I have no idea why Paris lines the highly trafficked paths around the Eiffel Tower with light gravel footing that turns to thick white mud with the slightest presence of weather… But it does make reflection shots like this one possible.
Tag: Night
Nighttime in the Concrete Jungle
The nighttime version of this shot offers an extra degree of warmth and quiet beneath the tall oak tree.
Cinestudio: Movie Palace
Blue Hour on the Main Quad
We returned to Trinity College in Hartford, CT, for Reunion this year. It was a classic reunion setting—back ‘neath the elms, on a perfect summer night. I’ve increasingly found that, rather than being an occasion for excess nostalgia, reunions are a tonic against over-romanticizing college. It takes actually visiting to realize that the location is different from the group of people who were once assembled there.
State Police on the Seine
Down Any Parisian Street
Winter On Campus
Stairs to Ice
When winter is temporarily interrupted (as it is today in Northern New York) by a sudden thaw and double aliquot of rain, the ice on the Grasse River breaks up and clusters around the rocks and islands. This path in Canton, New York has been rendered impassable by a pack of rogue ice forced between the two sets of stairs by the high water.
Holy Symmetry
Though the symmetry of Notre Dame de Paris stands out from the mere mortal constructs around it, I enjoy playing the game of identifying the breaks in its symmetry. Some of those are small, like the different statues around the building. Others are more significant, like the triangle in place or an arch above the left-most set of doors.

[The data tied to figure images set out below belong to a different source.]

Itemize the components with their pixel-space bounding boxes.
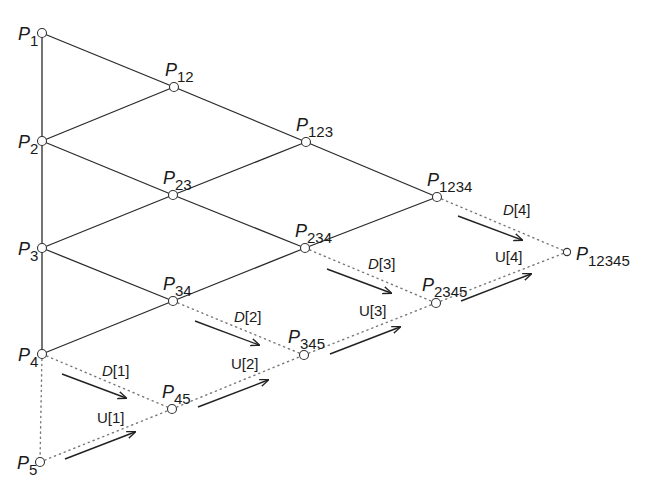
arrow-label-d3: D[3] xyxy=(368,255,396,272)
edge-P1-P12 xyxy=(42,33,174,87)
edge-P23-P123 xyxy=(173,142,306,195)
arrow-label-u1: U[1] xyxy=(97,409,125,426)
arrow-d3-icon xyxy=(327,269,391,293)
label-p234: P234 xyxy=(295,221,332,246)
label-p34: P34 xyxy=(163,274,192,299)
edge-P34-P234 xyxy=(173,248,305,301)
label-p345: P345 xyxy=(288,327,325,352)
label-p3: P3 xyxy=(18,239,38,264)
label-p5: P5 xyxy=(17,453,37,478)
diagram-canvas: P1P2P3P4P5P12P23P34P45P123P234P345P1234P… xyxy=(0,0,650,478)
arrow-u2-icon xyxy=(198,380,268,407)
arrow-label-u4: U[4] xyxy=(495,248,523,265)
neville-tableau-diagram: P1P2P3P4P5P12P23P34P45P123P234P345P1234P… xyxy=(0,0,650,478)
node-p3-icon xyxy=(38,244,47,253)
node-p2-icon xyxy=(38,137,47,146)
dotted-edge-P4-P5 xyxy=(40,354,42,462)
nodes xyxy=(36,29,571,467)
label-p23: P23 xyxy=(163,168,192,193)
arrow-u1-icon xyxy=(65,432,135,459)
arrow-label-d4: D[4] xyxy=(503,201,531,218)
dotted-edge-P1234-P12345 xyxy=(437,197,567,252)
label-p2: P2 xyxy=(18,132,38,157)
arrow-u4-icon xyxy=(461,274,531,301)
label-p4: P4 xyxy=(18,345,38,370)
node-p12345-icon xyxy=(563,248,570,255)
label-p123: P123 xyxy=(296,115,333,140)
edge-P23-P234 xyxy=(173,195,305,248)
arrow-label-u3: U[3] xyxy=(359,302,387,319)
edge-P123-P1234 xyxy=(306,142,437,197)
label-p12: P12 xyxy=(165,60,194,85)
edge-P12-P123 xyxy=(174,87,306,142)
arrow-label-u2: U[2] xyxy=(231,355,259,372)
label-p1: P1 xyxy=(18,24,38,49)
label-p1234: P1234 xyxy=(427,170,472,195)
edge-P2-P12 xyxy=(42,87,174,141)
label-p45: P45 xyxy=(162,382,191,407)
edge-P4-P34 xyxy=(42,301,173,354)
label-p2345: P2345 xyxy=(422,275,467,300)
arrow-u3-icon xyxy=(330,327,400,354)
arrow-label-d1: D[1] xyxy=(102,362,130,379)
edge-P3-P34 xyxy=(42,248,173,301)
arrow-label-d2: D[2] xyxy=(234,308,262,325)
node-p1-icon xyxy=(38,29,47,38)
node-p4-icon xyxy=(38,350,47,359)
edge-P2-P23 xyxy=(42,141,173,195)
edge-P3-P23 xyxy=(42,195,173,248)
label-p12345: P12345 xyxy=(576,244,630,269)
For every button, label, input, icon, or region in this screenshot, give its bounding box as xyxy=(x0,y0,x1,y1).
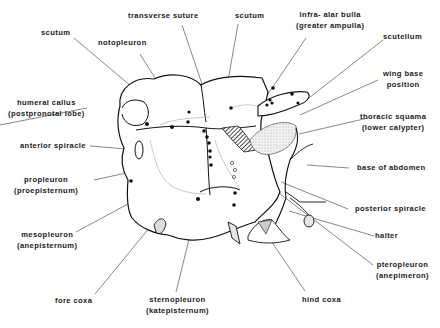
thorax-body xyxy=(118,75,280,240)
thorax-diagram: transverse suture scutum notopleuron scu… xyxy=(0,0,440,328)
label-scutellum: scutellum xyxy=(383,31,422,42)
anterior-spiracle-shape xyxy=(135,141,143,159)
label-transverse-suture: transverse suture xyxy=(128,10,199,21)
label-sternopleuron: sternopleuron(katepisternum) xyxy=(146,294,209,316)
label-thoracic-squama: thoracic squama(lower calypter) xyxy=(360,111,426,133)
label-posterior-spiracle: posterior spiracle xyxy=(355,203,426,214)
label-hind-coxa: hind coxa xyxy=(302,294,341,305)
label-anterior-spiracle: anterior spiracle xyxy=(20,140,86,151)
label-pteropleuron: pteropleuron(anepimeron) xyxy=(376,259,429,281)
label-humeral-callus: humeral callus(postpronotal lobe) xyxy=(8,97,85,119)
label-mesopleuron: mesopleuron(anepisternum) xyxy=(17,229,77,251)
label-base-of-abdomen: base of abdomen xyxy=(357,162,425,173)
label-wing-base-position: wing baseposition xyxy=(383,68,423,90)
label-fore-coxa: fore coxa xyxy=(55,295,92,306)
label-propleuron: propleuron(proepisternum) xyxy=(14,174,78,196)
label-notopleuron: notopleuron xyxy=(98,37,147,48)
label-scutum-left: scutum xyxy=(41,27,70,38)
label-halter: halter xyxy=(375,230,398,241)
label-infra-alar-bulla: infra- alar bulla(greater ampulla) xyxy=(296,9,364,31)
halter-shape xyxy=(286,192,326,227)
label-scutum-right: scutum xyxy=(235,10,264,21)
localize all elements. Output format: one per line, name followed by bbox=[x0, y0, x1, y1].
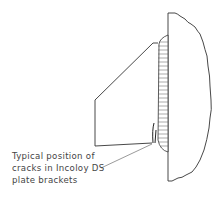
caption-line-3: plate brackets bbox=[12, 176, 77, 185]
leader-line bbox=[101, 144, 152, 168]
weld-bead bbox=[158, 35, 168, 152]
crack bbox=[153, 123, 156, 143]
caption-line-1: Typical position of bbox=[12, 152, 95, 161]
plate-bracket bbox=[95, 43, 158, 146]
wall-section bbox=[168, 13, 211, 181]
caption-line-2: cracks in Incoloy DS bbox=[12, 164, 105, 173]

City of the Living and City of the Dead
Though additional cemeteries in Paris were banned in the late 18th century, the Montparnasse Cemetery was opened in 1824 because the area had not yet been incorporated into the city. Today, it’s an odd dark space in the otherwise bright city. The idea of adjacent blocks belonging to graves and apartments has a polite kind of symmetry.
Brightest Tower
After nightfall, the Eiffel Tower puts on an hourly strobe light show that transforms the tower into a sparkly pillar in the city skyline. Much as a flash can brighten a photograph, this effect also means that long-exposure photographs of the tower make it the brightest object in the skyline by an order of magnitude.
Boats in the Seine Near Notre Dame
The bridge in the distance is the Pont au Double, and it is one of several that connect the Rive Gauche to Île de la Cité. That central island fascinates me because it is the site of the medieval refounding of the city. The island used to be packed with residences alongside government and religious buildings. Today it is almost entirely dominated by the latter buildings (like Notre Dame on the right), yet I heard that census information still lists a few hundred people living on the island. Where are those last homes hiding?
Second Summer Sunset
Weekend wind banished the last of the leaves from the trees and brought us fully into Stick Season. During this worst of all possible seasons, I appreciate looking back to the pictures I took when the world was a bit more vibrant. On the second day of this summer, the sunset hid behind the big leaves of the trees—the leaves that now coat my lawn.